I wrote unapologetically. I had no fear of how my tale would unfold in the real world because it was a variation of my real world.

At Cornell I was but a poor mimicry of the people I surrounded myself with – so here I am, the fictional being I had written into life: Born in New York, not Honduras. Living in an upper-middle-class home, not the tents of trash bags most would deem a luxury in mi Honduras.

Yet despite the change in character, my story has followed me to Ithaca. It reminded me of a key fact of my life: you can leave the wetlands, master the English language and run as far as your heels and heart can carry. Yet, the story runs with you. Here I am, two years into Cornell and in fear of how a story out of place might crumble this new reality that I exist in. The character I had crafted fears the new world, but I, Hugo, no longer wish to. Frankly, you should not either.

Mi querido Honduras:

My days run short as 

does my memory of your misery. 

Heads, decapitated, grazed the grounds

of you, which I call home.

Pero now I climb these hillsides of Ithaca.

Daydreaming of Nabokovs with a side of plátanos.

Dreams of longing

Dreams of change

But in my dreams I still climb your mountains.

I revel in your beautifully broken roads and 

the man I long to be looks just like you.

Here I am, writing to you, hoping to reach you with a story that can bring us together. Because it seems that any other attempt has failed me, failed you. I am writing to claim an identity as a Cornellian — as an intellectual, a person with a story, a song and a purpose — and so should you.

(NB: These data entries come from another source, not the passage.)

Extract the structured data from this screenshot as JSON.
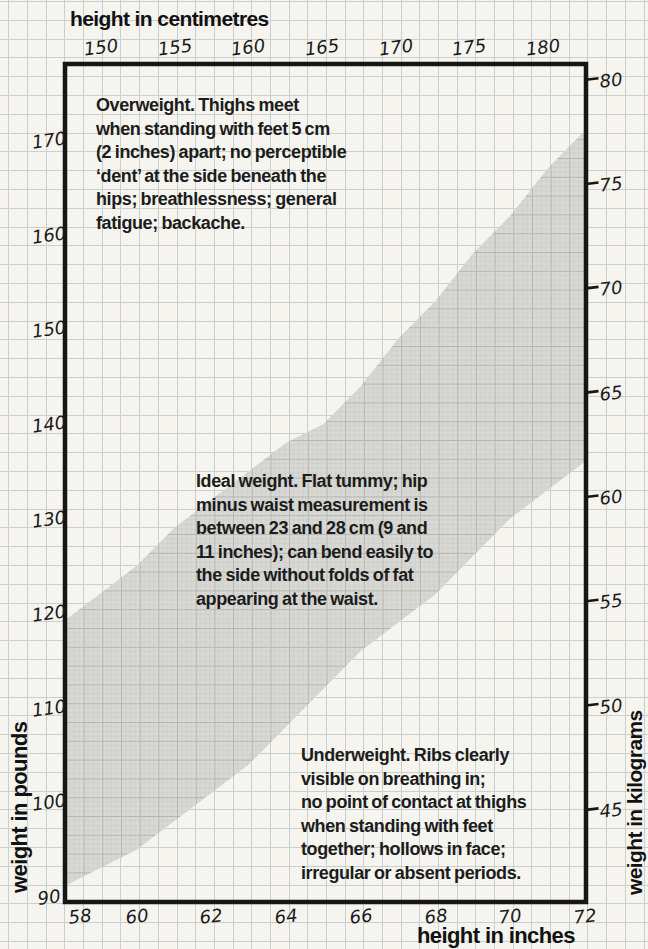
{
  "annotations": {
    "overweight": {
      "text": "Overweight. Thighs meet\nwhen standing with feet 5 cm\n(2 inches) apart; no perceptible\n‘dent’ at the side beneath the\nhips; breathlessness; general\nfatigue; backache."
    },
    "ideal": {
      "text": "Ideal weight. Flat tummy; hip\nminus waist measurement is\nbetween 23 and 28 cm (9 and\n11 inches); can bend easily to\nthe side without folds of fat\nappearing at the waist."
    },
    "underweight": {
      "text": "Underweight. Ribs clearly\nvisible on breathing in;\nno point of contact at thighs\nwhen standing with feet\ntogether; hollows in face;\nirregular or absent periods."
    }
  },
  "chart_data": {
    "type": "area",
    "title": "",
    "grid": true,
    "legend": false,
    "band_color": "#d8d8d5",
    "paper_color": "#f5f4ef",
    "grid_color": "#ccd0cc",
    "ink_color": "#161616",
    "axes": {
      "top": {
        "label": "height in centimetres",
        "unit": "cm",
        "ticks": [
          150,
          155,
          160,
          165,
          170,
          175,
          180
        ]
      },
      "bottom": {
        "label": "height in inches",
        "unit": "in",
        "ticks": [
          58,
          60,
          62,
          64,
          66,
          68,
          70,
          72
        ],
        "range": [
          58,
          72
        ]
      },
      "left": {
        "label": "weight in pounds",
        "unit": "lb",
        "ticks": [
          90,
          100,
          110,
          120,
          130,
          140,
          150,
          160,
          170
        ],
        "range": [
          90,
          178
        ]
      },
      "right": {
        "label": "weight in kilograms",
        "unit": "kg",
        "ticks": [
          45,
          50,
          55,
          60,
          65,
          70,
          75,
          80
        ]
      }
    },
    "zones": [
      "Overweight",
      "Ideal weight",
      "Underweight"
    ],
    "series": [
      {
        "name": "ideal-weight-band",
        "kind": "band",
        "x_inches": [
          58,
          59,
          60,
          61,
          62,
          63,
          64,
          65,
          66,
          67,
          68,
          69,
          70,
          71,
          72
        ],
        "lower_lbs": [
          91,
          93,
          95,
          98,
          101,
          104,
          108,
          112,
          116,
          119,
          122,
          126,
          130,
          133,
          136
        ],
        "upper_lbs": [
          119,
          122,
          125,
          129,
          132,
          135,
          138,
          140,
          144,
          149,
          153,
          158,
          162,
          167,
          171
        ]
      }
    ]
  }
}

I hope you can understand — not count or quantify — the measure of your personal triumphs. Your story is vital to the family we make as Cornellians. I remember sitting on the top of my home on the mountainsides, dreaming of who I was and where I belonged, hoping that someone out there could write this story with me. Now I sit on the hillsides of Ithaca, where I have come to understand that what I needed was not another story like my own, but to hear and experience someone else’s to help put my story in perspective. The growing pains of adjusting to a new world is as beautiful and enlightening as it is suffocating. 

Despite what you think your past narration speaks about you, we all rest on the same hilltop. Not everything is rainbows and sunshine — there will be disappointment. There will be shortfalls, as there might have been before. Yet remind yourself to look around and acknowledge where your story has led you. The shared triumph makes us one. It makes us family.

Looking back now, perhaps my misunderstood speechlessness was not a lack of words but rather a multitude of feelings — perhaps an unspoken song, not heard but felt, that we have written over our years at Cornell. Curiosity, sorrow, love, animosity, compassion — you will always find poetry beneath these words in your life. The story that has followed you while you ran is powerful, but how you can make that a testament to your individual character now — that is poetic. Hopefully now at the cusp of adulthood and wisdom that we strive for at Cornell is the time that you must commit to being honest about your story, for the sake of you.

I only ask that you write down your poems and stories from this moment on to a rhythm only felt by you. Write to the judgment of your one-person audience.

Don’t look for validation of your craft, as all you’ll find is loneliness. I’ve had one too many peers, advisors, employers and educators attempt to force a version of a story onto me; 

I have relied on others who would carry my pen and hold my paper for too long. If I had acceded to freeing myself from this responsibility, it would become my only life dictated by someone else’s lines. You have an unspoken story, and although you may not know the words to the next chapter of your story, or merely the words to the next sentence of your stanza, when you do, I hope that you’ll profess it with words that last a lifetime and with a desire to help others mend the backbone of their own anthology.

I hope that, in the end, you will mold the version of this story, this prose that you’ve worked on your entire life, to become your memoir.

I know I will.

Hugo Amador (he/him) is a junior in the College of Arts & Sciences. He is the Opinion Editor for the 141st Editorial Board. He can be reached at [email protected]. Portraits Of A Man runs every other Monday this semester.